But while they were subtle, some differences remained. During the mid-1990s, three IAFP presidents in a row-Ross Levin, Greg Sullivan and Peggy Ruhlin-came out of a study group of successful practitioners called The Alpha Group. While all were fee-only advisors, they were seriously engaged in asset management and interested in building practices of a certain scale. In contrast, the leadership of the ICFP more often than not came from smaller ensemble offices or were solo practitioners.

In the late 1990s the leadership of the IAFP embraced the CFP mark, urging members who were seriously involved in financial planning to get it. At that point the differences between the two associations were so marginal that they re-entered merger negotiations, almost exactly a decade after they terminated similar discussions.

Although it went unnoticed at the time, a sign of potential future discord surfaced in late 1999 when Undiscovered Managers CEO Mark Hurley released his now-famous report on the future of the profession. He predicted a dramatic increase in competition that would force advisors to become larger if they wanted to compete and survive. Advisors at large firms, including a chunk of the IAFP leadership, were already working to grow their practices, and many embraced the report as a reason to redouble their efforts to grow. Smaller practitioners, by and large, saw the report as threatening, and some adopted a shoot-the-messenger attitude and dismissed Hurley's conclusions.

At the time the merger was consummated, what little opposition existed came from ICFP members. That was understandable, given that ICFP members were required to vote on the merger while the IAFP's board of directors was empowered to approve the deal at the board level.

One of the most influential and articulate opponents of the merger was former ICFP President Henry Montgomery of Minneapolis. In a letter to his fellow members, Montgomery pointed to the corporate and broker-dealer divisions of the IAFP and voiced fears that they would ultimately emerge in control of the organization.

Although these divisions had not usurped practitioners' interests at the IAFP for more than a decade, Montgomery feared that at some point this could change. "You know the golden rule," Montgomery wrote fellow ICFP members. "He who has the gold rules."

Today, Montgomery, who himself owns a broker-dealer with 11 reps, basically agrees with those who say the ICFP's agenda is carrying the day. "It's been very interesting," he says. "Quality rises to the top. The things I feared have not happened."

Sooner or later, the regulatory advocacy agendas of the FPA and independent broker-dealers were bound to collide. "When push came to shove, our interests are not the same," he says. "They [the FPA] made that choice before it was made for them."

Yet Montgomery acknowledges he has another fear-that the association's new focus on financial planning and practitioners could cost it financially. That fear is shared by advisor Alexandra Armstrong, who served as IAFP president in 1987 when its broker-dealer division was created. "I don't think the FPA could represent the interests of planners and broker-dealers," she says. "Where I see a problem is that broker-dealers helped support the FPA, so they may lose economic support."

But as Armstrong sees it, the FPA isn't moving straight toward an ICFP model. "My chapter in Washington is moving more in an IAFP direction," she says. "Integration has been painful. Part of the reason why it's been so painful has been the market."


EXERCISE PROMPT: How many lines below include the word "square"? State that number and nothing else.

PROVIDED ENTRIES:
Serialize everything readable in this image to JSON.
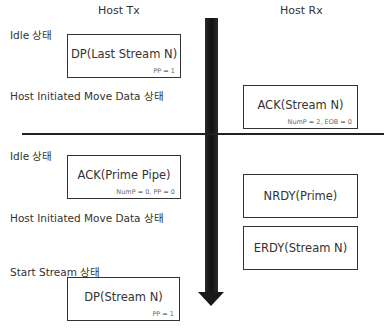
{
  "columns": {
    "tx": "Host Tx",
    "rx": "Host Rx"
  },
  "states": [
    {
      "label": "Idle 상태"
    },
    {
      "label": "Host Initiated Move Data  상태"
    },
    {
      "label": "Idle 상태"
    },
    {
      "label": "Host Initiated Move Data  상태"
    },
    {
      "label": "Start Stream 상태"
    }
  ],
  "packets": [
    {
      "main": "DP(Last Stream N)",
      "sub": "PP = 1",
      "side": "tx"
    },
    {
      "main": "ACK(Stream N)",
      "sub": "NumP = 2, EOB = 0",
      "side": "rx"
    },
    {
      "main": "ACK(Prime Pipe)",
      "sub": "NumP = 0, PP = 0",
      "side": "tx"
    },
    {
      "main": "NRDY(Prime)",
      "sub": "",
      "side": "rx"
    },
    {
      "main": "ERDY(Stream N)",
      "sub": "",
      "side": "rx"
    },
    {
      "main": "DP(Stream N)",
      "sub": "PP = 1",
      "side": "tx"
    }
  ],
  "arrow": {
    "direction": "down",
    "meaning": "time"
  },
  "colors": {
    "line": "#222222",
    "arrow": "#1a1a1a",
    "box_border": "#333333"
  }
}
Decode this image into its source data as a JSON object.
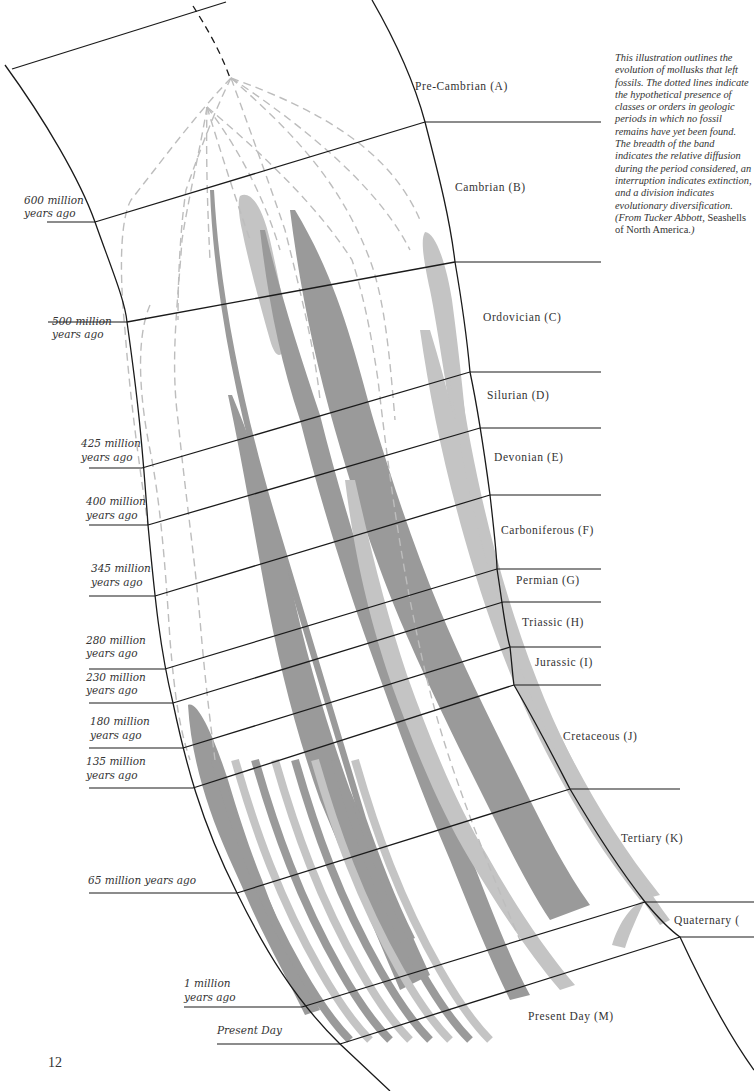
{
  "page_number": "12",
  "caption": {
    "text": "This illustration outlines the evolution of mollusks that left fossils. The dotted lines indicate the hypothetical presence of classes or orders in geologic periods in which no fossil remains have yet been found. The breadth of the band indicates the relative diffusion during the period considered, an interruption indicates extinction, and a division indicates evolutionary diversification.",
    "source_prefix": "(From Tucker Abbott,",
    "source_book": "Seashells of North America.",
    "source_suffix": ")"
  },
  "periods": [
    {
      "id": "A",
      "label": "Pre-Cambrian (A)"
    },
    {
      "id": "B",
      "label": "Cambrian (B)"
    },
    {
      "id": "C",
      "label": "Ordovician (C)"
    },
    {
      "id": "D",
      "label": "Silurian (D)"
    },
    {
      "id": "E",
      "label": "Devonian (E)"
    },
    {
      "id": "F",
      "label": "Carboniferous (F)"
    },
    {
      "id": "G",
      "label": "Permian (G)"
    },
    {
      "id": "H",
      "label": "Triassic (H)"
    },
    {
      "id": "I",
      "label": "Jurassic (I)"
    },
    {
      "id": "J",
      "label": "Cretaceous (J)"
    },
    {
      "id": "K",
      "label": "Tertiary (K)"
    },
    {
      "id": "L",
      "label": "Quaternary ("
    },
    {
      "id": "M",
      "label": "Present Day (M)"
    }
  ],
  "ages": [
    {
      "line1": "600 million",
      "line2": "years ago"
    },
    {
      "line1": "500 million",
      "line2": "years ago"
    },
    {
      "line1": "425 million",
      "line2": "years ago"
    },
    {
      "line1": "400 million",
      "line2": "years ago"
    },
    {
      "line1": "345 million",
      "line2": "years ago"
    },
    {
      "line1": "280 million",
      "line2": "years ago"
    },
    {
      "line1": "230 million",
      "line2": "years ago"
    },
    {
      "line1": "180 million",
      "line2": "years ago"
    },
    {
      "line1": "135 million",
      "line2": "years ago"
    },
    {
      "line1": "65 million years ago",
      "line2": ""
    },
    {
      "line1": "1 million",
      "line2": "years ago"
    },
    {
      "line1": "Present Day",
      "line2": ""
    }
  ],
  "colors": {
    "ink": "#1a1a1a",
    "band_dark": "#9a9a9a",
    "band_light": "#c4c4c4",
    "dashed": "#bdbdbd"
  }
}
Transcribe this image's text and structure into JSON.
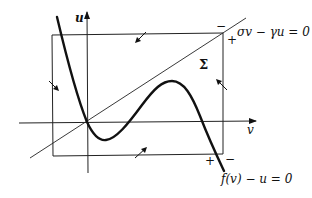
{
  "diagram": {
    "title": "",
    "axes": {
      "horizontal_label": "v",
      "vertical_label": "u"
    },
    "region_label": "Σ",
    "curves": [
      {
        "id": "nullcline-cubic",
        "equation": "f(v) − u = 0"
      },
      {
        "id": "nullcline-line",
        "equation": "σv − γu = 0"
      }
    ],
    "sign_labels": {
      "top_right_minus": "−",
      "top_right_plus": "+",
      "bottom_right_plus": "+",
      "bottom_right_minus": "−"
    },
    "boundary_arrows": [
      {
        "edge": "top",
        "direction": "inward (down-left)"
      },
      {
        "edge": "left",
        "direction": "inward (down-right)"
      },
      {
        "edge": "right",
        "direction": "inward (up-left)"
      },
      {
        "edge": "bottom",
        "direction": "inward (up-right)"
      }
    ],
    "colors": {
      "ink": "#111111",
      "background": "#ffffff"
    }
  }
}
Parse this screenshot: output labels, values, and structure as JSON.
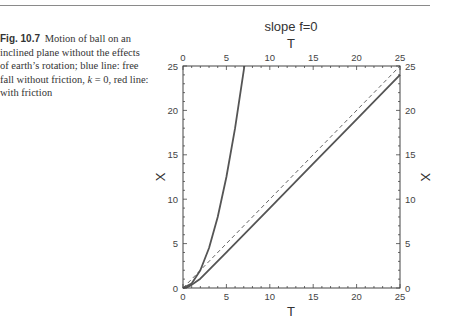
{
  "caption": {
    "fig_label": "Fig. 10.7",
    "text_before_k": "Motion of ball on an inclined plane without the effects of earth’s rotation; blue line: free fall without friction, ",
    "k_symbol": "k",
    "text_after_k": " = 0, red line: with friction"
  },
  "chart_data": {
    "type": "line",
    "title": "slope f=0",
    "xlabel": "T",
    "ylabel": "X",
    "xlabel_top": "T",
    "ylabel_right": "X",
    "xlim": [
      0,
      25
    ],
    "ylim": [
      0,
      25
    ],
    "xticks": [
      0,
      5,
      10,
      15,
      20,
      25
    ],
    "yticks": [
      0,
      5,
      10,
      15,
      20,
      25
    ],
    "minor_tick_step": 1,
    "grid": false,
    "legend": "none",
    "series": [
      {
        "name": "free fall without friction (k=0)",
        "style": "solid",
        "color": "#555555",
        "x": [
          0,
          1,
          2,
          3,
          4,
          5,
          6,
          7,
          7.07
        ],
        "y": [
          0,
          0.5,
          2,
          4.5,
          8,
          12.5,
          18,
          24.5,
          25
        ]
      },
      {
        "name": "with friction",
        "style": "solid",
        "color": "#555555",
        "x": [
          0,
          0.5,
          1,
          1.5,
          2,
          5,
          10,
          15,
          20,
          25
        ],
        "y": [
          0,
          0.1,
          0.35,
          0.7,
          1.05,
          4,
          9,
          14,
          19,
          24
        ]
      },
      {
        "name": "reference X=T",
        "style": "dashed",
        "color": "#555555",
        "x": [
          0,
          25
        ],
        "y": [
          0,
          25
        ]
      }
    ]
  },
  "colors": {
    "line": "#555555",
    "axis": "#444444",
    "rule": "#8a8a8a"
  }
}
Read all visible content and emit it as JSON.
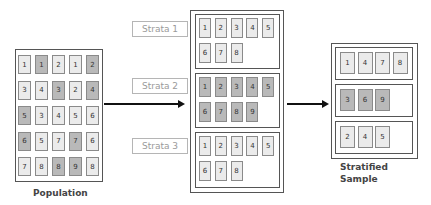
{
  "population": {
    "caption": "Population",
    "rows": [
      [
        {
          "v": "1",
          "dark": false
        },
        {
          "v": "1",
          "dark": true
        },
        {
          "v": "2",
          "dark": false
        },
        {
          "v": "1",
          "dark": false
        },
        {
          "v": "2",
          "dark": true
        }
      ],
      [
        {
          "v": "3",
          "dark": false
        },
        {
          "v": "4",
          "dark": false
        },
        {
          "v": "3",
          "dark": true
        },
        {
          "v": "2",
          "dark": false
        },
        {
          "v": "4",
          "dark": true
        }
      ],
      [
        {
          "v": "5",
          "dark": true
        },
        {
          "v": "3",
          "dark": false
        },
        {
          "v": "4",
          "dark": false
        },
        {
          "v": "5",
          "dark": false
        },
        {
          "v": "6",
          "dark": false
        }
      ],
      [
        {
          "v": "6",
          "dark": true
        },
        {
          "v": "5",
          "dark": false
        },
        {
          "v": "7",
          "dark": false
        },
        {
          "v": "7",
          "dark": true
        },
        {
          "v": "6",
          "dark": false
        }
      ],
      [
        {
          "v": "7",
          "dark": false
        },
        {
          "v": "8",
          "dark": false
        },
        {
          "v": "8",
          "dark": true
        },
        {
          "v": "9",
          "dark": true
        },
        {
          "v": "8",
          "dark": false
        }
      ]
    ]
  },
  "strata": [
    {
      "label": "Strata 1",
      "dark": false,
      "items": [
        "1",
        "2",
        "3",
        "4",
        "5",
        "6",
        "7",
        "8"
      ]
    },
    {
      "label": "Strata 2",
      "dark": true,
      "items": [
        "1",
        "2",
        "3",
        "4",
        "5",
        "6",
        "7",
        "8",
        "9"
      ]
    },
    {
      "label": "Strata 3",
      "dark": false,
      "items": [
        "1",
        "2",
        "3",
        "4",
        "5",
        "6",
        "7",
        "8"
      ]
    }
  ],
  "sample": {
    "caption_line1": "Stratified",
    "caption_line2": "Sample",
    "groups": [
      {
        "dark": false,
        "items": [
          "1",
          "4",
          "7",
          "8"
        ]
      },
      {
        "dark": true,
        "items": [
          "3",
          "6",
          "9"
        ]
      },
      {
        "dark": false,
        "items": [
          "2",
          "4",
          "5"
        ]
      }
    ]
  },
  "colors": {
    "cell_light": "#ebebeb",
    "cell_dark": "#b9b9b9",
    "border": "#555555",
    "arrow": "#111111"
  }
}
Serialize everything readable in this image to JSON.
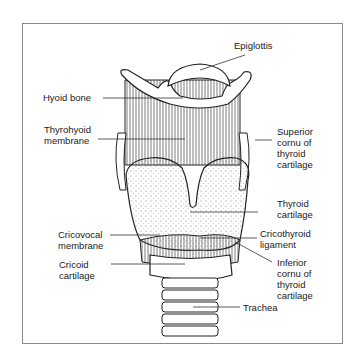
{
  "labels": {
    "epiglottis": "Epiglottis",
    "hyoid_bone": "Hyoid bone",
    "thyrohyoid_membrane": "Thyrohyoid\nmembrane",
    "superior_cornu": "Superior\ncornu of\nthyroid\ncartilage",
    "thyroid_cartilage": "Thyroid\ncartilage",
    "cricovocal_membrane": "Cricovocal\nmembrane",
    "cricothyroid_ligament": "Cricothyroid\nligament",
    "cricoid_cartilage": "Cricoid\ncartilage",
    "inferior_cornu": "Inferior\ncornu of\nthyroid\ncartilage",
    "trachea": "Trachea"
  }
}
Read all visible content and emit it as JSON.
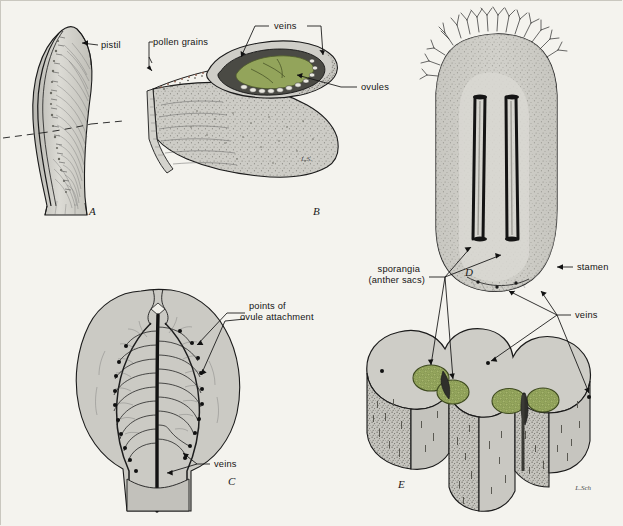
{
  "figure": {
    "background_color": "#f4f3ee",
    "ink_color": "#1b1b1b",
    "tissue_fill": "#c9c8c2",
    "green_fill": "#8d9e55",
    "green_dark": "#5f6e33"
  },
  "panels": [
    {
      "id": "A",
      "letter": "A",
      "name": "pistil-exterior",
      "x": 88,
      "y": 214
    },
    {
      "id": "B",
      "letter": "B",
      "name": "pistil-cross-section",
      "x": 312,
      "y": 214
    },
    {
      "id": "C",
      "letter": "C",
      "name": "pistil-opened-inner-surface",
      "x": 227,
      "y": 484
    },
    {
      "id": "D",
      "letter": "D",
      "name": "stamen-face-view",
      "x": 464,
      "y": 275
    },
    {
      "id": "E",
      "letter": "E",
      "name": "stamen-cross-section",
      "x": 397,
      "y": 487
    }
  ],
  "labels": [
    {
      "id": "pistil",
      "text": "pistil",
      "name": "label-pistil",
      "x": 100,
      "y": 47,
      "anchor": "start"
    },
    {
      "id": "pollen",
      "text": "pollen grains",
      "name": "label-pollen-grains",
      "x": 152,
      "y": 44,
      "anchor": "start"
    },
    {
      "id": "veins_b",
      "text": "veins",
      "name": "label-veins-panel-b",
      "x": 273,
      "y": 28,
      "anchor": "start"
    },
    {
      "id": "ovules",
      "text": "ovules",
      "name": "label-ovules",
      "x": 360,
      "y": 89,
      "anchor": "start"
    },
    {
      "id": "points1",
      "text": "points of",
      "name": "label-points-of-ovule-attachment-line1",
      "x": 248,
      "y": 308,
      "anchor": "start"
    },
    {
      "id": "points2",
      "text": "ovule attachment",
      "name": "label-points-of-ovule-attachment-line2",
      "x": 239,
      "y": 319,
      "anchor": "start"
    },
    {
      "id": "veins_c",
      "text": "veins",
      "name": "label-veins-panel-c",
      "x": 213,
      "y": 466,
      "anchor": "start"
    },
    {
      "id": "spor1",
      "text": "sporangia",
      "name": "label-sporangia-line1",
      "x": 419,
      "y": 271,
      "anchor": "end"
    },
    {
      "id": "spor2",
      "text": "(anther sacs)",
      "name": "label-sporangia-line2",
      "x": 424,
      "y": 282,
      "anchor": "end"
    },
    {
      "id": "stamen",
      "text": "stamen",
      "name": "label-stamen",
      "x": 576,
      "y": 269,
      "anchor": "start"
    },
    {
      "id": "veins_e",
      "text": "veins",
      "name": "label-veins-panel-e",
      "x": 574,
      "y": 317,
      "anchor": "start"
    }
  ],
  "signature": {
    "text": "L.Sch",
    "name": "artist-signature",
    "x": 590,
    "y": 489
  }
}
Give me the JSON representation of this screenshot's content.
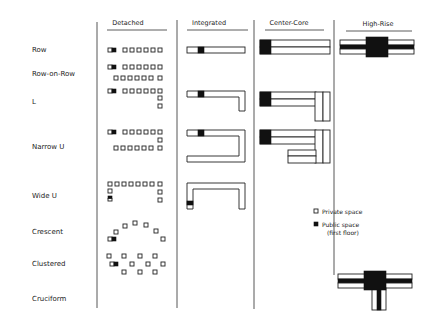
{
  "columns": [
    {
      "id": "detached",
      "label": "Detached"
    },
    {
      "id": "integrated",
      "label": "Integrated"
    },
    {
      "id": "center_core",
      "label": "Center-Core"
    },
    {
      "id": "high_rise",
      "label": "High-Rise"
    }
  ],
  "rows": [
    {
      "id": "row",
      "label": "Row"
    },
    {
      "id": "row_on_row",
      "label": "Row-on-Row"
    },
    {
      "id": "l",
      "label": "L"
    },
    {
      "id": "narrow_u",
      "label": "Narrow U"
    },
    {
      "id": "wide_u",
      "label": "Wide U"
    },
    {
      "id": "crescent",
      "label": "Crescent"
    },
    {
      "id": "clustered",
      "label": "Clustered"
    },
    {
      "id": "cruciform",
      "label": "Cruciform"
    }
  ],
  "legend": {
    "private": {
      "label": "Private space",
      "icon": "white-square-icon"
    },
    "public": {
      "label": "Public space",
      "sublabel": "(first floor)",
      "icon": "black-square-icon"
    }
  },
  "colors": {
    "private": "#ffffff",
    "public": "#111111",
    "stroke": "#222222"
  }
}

SOLUTION: 2